Generations, Cold War Memories, and Russia

Philip Bump at WP:
I guess we're far enough along with this newsletter that I can make a confession: I am a member of Generation X.... We were the youngest Americans to experience the Cold War firsthand. Again, not really; I at no time flew a U-2 plane over Kamchatka or anything. But when we played good guy/bad guy games, the bad guys were Russians and not terrorists.

And now we come to a chart. This is via the Economist, which conducts regular, detailed polling with YouGov. (An aside: It's really great polling with lots of questions and trends over time. Go look.)
How to read this chart? Fairly simple. I wanted to balance sympathy for Ukraine on one side with sympathy for Russia on the other, but the “neither”s made that slightly more complicated. So I made “neither” the middle point, preserving (I hope!) the sense of balance.

You should perceive, then, that sympathy for Ukraine is far higher with older Americans than younger ones. Younger Americans still sympathize with Ukraine on net, but it's far more lopsided as you get older.

Bringing me to my thesis. Part of reading a chart, of course, is understanding the implications of the chart. So: This is a graph of familiarity with the Cold War.

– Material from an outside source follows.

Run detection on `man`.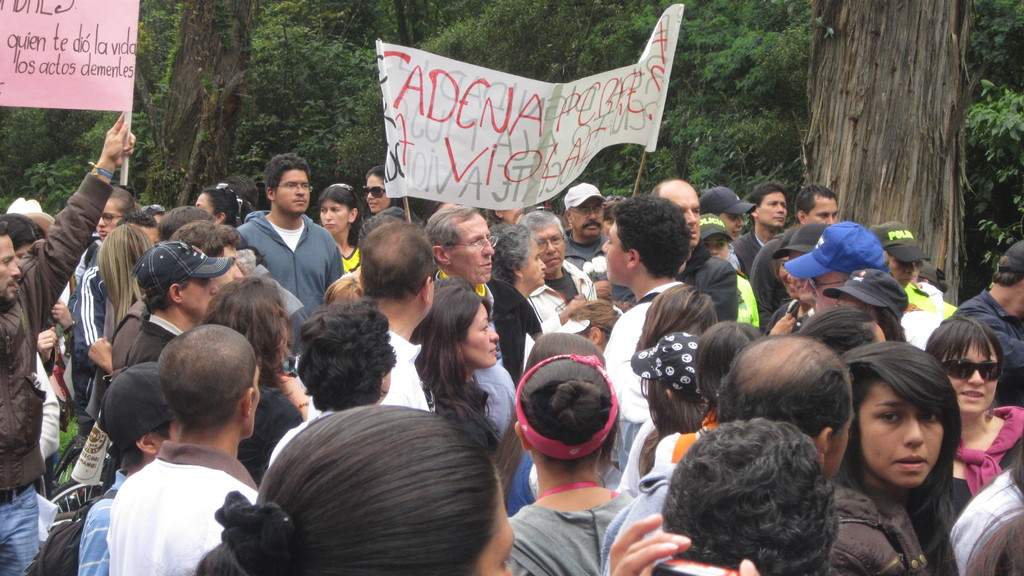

I can't prove that empirically here, but the dates line up. If you are 29 or younger, you were born in 1993 or later, meaning after the Soviet Union collapsed in 1991. If you are aged 30 to 44, you were probably born sometime between 1978 and 1992, meaning that you probably no more than a preteen when that collapse occurred. Perhaps you similarly grew up with Russians as America's default enemy, but not in the same way.